In time, most Whigs found their way to Burke. They followed him in support of the Tory government of William Pitt the Younger, who responded to France’s declaration of war against Britain with a British declaration of war (1793) on France’s revolutionary government. Burke encouraged that war and opposed offers of peace that he viewed as appeasement.
In these years, he lost his son, Richard, who had but recently taken over Burke’s seat in Parliament. It was a heavy blow. Burke continued to fight for Catholic Emancipation in Ireland, a cause in which Richard had achieved some early successes. Burke thus returned to the agenda of the Irish Enlightenment.
He became involved in 1795 with one of Parliament’s long series of clashes over the corn laws (“corn” in Britain referring not to American maize but various grains used in fermentation), opposing government regulation. He set forth his view of the proper limits of government, arguing that “the State ought to confine itself to what regards the State, or the creatures of the State, namely, the exterior establishment of its religion; its magistracy; its revenue; its military force by sea and land; the corporations that owe their existence to its fiat; in a word, to everything that is truly and properly public, to the public peace, to the public safety, to the public order, to the public prosperity.”

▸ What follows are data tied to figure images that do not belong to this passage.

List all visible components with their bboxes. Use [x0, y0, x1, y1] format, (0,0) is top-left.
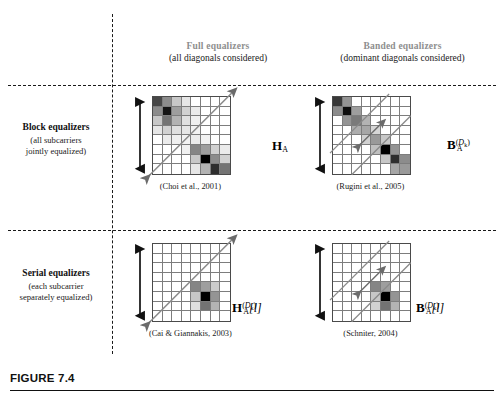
matrix-grid: [332, 243, 411, 322]
matrix-cell: [153, 97, 163, 107]
matrix-cell: [343, 97, 353, 107]
matrix-cell: [400, 292, 410, 302]
matrix-cell: [182, 311, 192, 321]
matrix-cell: [191, 116, 201, 126]
matrix-cell: [211, 244, 221, 254]
matrix-cell: [172, 311, 182, 321]
matrix-cell: [400, 282, 410, 292]
matrix-cell: [400, 97, 410, 107]
matrix-cell: [163, 282, 173, 292]
matrix-cell: [343, 273, 353, 283]
matrix-cell: [182, 263, 192, 273]
column-divider: [112, 14, 113, 354]
matrix-cell: [381, 126, 391, 136]
matrix-label-block-banded: B(Dk)A: [447, 137, 463, 153]
matrix-cell: [191, 311, 201, 321]
matrix-cell: [220, 126, 230, 136]
matrix-cell: [391, 292, 401, 302]
matrix-cell: [362, 311, 372, 321]
matrix-cell: [153, 145, 163, 155]
matrix-cell: [381, 244, 391, 254]
matrix-cell: [362, 282, 372, 292]
matrix-cell: [362, 126, 372, 136]
matrix-cell: [153, 155, 163, 165]
matrix-citation: (Cai & Giannakis, 2003): [149, 329, 232, 338]
matrix-cell: [371, 292, 381, 302]
matrix-cell: [362, 107, 372, 117]
matrix-cell: [333, 155, 343, 165]
matrix-cell: [172, 155, 182, 165]
matrix-label-serial-full: H(Dk)A[l]: [232, 300, 262, 316]
matrix-cell: [391, 126, 401, 136]
matrix-cell: [172, 244, 182, 254]
matrix-cell: [371, 302, 381, 312]
matrix-cell: [163, 302, 173, 312]
matrix-cell: [191, 126, 201, 136]
matrix-cell: [201, 263, 211, 273]
matrix-cell: [381, 254, 391, 264]
matrix-cell: [163, 263, 173, 273]
matrix-cell: [371, 116, 381, 126]
matrix-cell: [163, 135, 173, 145]
row-header-serial-subtitle-2: separately equalized): [0, 292, 112, 303]
matrix-cell: [182, 126, 192, 136]
matrix-cell: [153, 107, 163, 117]
matrix-cell: [362, 135, 372, 145]
matrix-cell: [333, 302, 343, 312]
matrix-cell: [163, 292, 173, 302]
matrix-cell: [362, 97, 372, 107]
matrix-cell: [343, 282, 353, 292]
matrix-cell: [172, 302, 182, 312]
matrix-cell: [343, 145, 353, 155]
matrix-cell: [391, 135, 401, 145]
matrix-cell: [172, 145, 182, 155]
matrix-cell: [201, 107, 211, 117]
matrix-cell: [333, 135, 343, 145]
matrix-cell: [163, 97, 173, 107]
matrix-cell: [371, 126, 381, 136]
matrix-cell: [191, 254, 201, 264]
matrix-label-serial-banded: B(Dk)A[l]: [416, 300, 444, 316]
matrix-cell: [362, 273, 372, 283]
matrix-cell: [163, 145, 173, 155]
matrix-cell: [172, 282, 182, 292]
matrix-cell: [391, 282, 401, 292]
matrix-cell: [400, 263, 410, 273]
matrix-cell: [191, 155, 201, 165]
matrix-cell: [220, 302, 230, 312]
matrix-cell: [400, 164, 410, 174]
matrix-cell: [333, 164, 343, 174]
matrix-cell: [352, 107, 362, 117]
matrix-cell: [381, 145, 391, 155]
matrix-cell: [381, 135, 391, 145]
matrix-cell: [371, 311, 381, 321]
row-header-block: Block equalizers (all subcarriers jointl…: [0, 122, 112, 156]
matrix-cell: [343, 164, 353, 174]
matrix-cell: [211, 292, 221, 302]
matrix-extent-arrow: [312, 96, 328, 179]
matrix-cell: [391, 145, 401, 155]
matrix-cell: [391, 263, 401, 273]
matrix-cell: [220, 292, 230, 302]
matrix-extent-arrow: [132, 243, 148, 326]
matrix-cell: [182, 302, 192, 312]
matrix-label-block-full: HA: [272, 138, 288, 154]
matrix-cell: [201, 155, 211, 165]
matrix-cell: [153, 292, 163, 302]
matrix-cell: [191, 244, 201, 254]
matrix-grid: [152, 96, 231, 175]
matrix-cell: [343, 263, 353, 273]
matrix-cell: [172, 135, 182, 145]
matrix-cell: [343, 155, 353, 165]
matrix-cell: [153, 273, 163, 283]
matrix-cell: [352, 126, 362, 136]
row-header-block-subtitle-2: jointly equalized): [0, 146, 112, 157]
matrix-cell: [220, 164, 230, 174]
matrix-cell: [211, 263, 221, 273]
matrix-cell: [371, 107, 381, 117]
matrix-cell: [371, 254, 381, 264]
column-header-full-title: Full equalizers: [128, 40, 308, 52]
matrix-cell: [381, 311, 391, 321]
matrix-cell: [163, 116, 173, 126]
matrix-citation: (Choi et al., 2001): [160, 182, 221, 191]
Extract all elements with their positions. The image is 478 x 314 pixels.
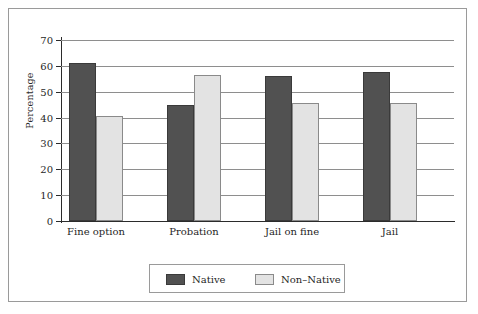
x-axis-tick-label: Probation	[147, 226, 241, 237]
figure-border: Percentage 010203040506070 Fine optionPr…	[8, 8, 467, 302]
bar-native	[265, 76, 292, 221]
bar-native	[69, 63, 96, 221]
x-axis-tick-label: Jail on fine	[245, 226, 339, 237]
y-axis-tick-mark	[56, 92, 61, 93]
bar-native	[363, 72, 390, 221]
bar-nonnative	[390, 103, 417, 221]
gridline	[61, 66, 454, 67]
y-axis-tick-label: 10	[40, 190, 53, 201]
plot-area: 010203040506070	[61, 40, 454, 221]
y-axis-title: Percentage	[24, 61, 35, 141]
x-axis-tick-label: Jail	[343, 226, 437, 237]
gridline	[61, 92, 454, 93]
legend-item-nonnative[interactable]: Non–Native	[255, 272, 341, 286]
y-axis-tick-label: 30	[40, 138, 53, 149]
y-axis-tick-mark	[56, 118, 61, 119]
x-axis-line	[61, 221, 455, 222]
y-axis-tick-mark	[56, 40, 61, 41]
bar-native	[167, 105, 194, 221]
y-axis-tick-mark	[56, 143, 61, 144]
y-axis-tick-label: 70	[40, 35, 53, 46]
bar-nonnative	[194, 75, 221, 221]
legend-swatch-icon	[255, 274, 274, 285]
legend-label: Native	[192, 274, 226, 285]
y-axis-tick-label: 0	[47, 216, 53, 227]
y-axis-tick-mark	[56, 66, 61, 67]
legend-item-native[interactable]: Native	[166, 272, 226, 286]
gridline	[61, 40, 454, 41]
bar-nonnative	[292, 103, 319, 221]
figure: Percentage 010203040506070 Fine optionPr…	[0, 0, 478, 314]
bar-nonnative	[96, 116, 123, 221]
y-axis-tick-label: 60	[40, 60, 53, 71]
y-axis-tick-label: 40	[40, 112, 53, 123]
y-axis-tick-label: 50	[40, 86, 53, 97]
legend-swatch-icon	[166, 274, 185, 285]
y-axis-tick-mark	[56, 221, 61, 222]
y-axis-tick-mark	[56, 195, 61, 196]
y-axis-tick-label: 20	[40, 164, 53, 175]
legend: NativeNon–Native	[149, 264, 345, 293]
legend-label: Non–Native	[281, 274, 341, 285]
x-axis-tick-label: Fine option	[49, 226, 143, 237]
y-axis-tick-mark	[56, 169, 61, 170]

For this articulation of Enlightenment liberal economic reasoning, he earned from Adam Smith the compliment that he was “the only man I ever knew who thinks on economic subjects exactly as I do, without any previous communications having passed between us." It seems extravagant praise, but we can speculate that Smith is factoring in the prominence of the man espousing these principles in the face of obvious political pressure. 
Other issues engaging Burke later in life were pernicious aspects of the Protestant Ascendancy in Ireland and what he called the “corporate tyranny” of the British East India Company. Still, he continued to name “Jacobinism” as “the greatest evil.”
By 1796, Burke knew he was dying, his stomach “irrecoverably ruind.” Till the end, he rebuffed attempts by colleagues like Fox to reestablish friendships sundered by the debates over France and his defense of Irish Catholics and Indian victims of the British East India Company. Burke would have no part of it. He often had been isolated in Parliament by men who impugned the sincerity of his convictions. He wrote now that he believed that “the principles which he has endeavoured to maintain are necessary to the welfare and dignity of his country, and that these principles can be enforced only by the general persuasion of his sincerity.”
He did not make the concession of communicating this directly to Fox but presented it through Mrs. Burke.
On July 9, 1797, at age eighty-eight, Burke died at his mansion, Beaconsfield, in Buckinghamshire, and is buried there beside his son and brother.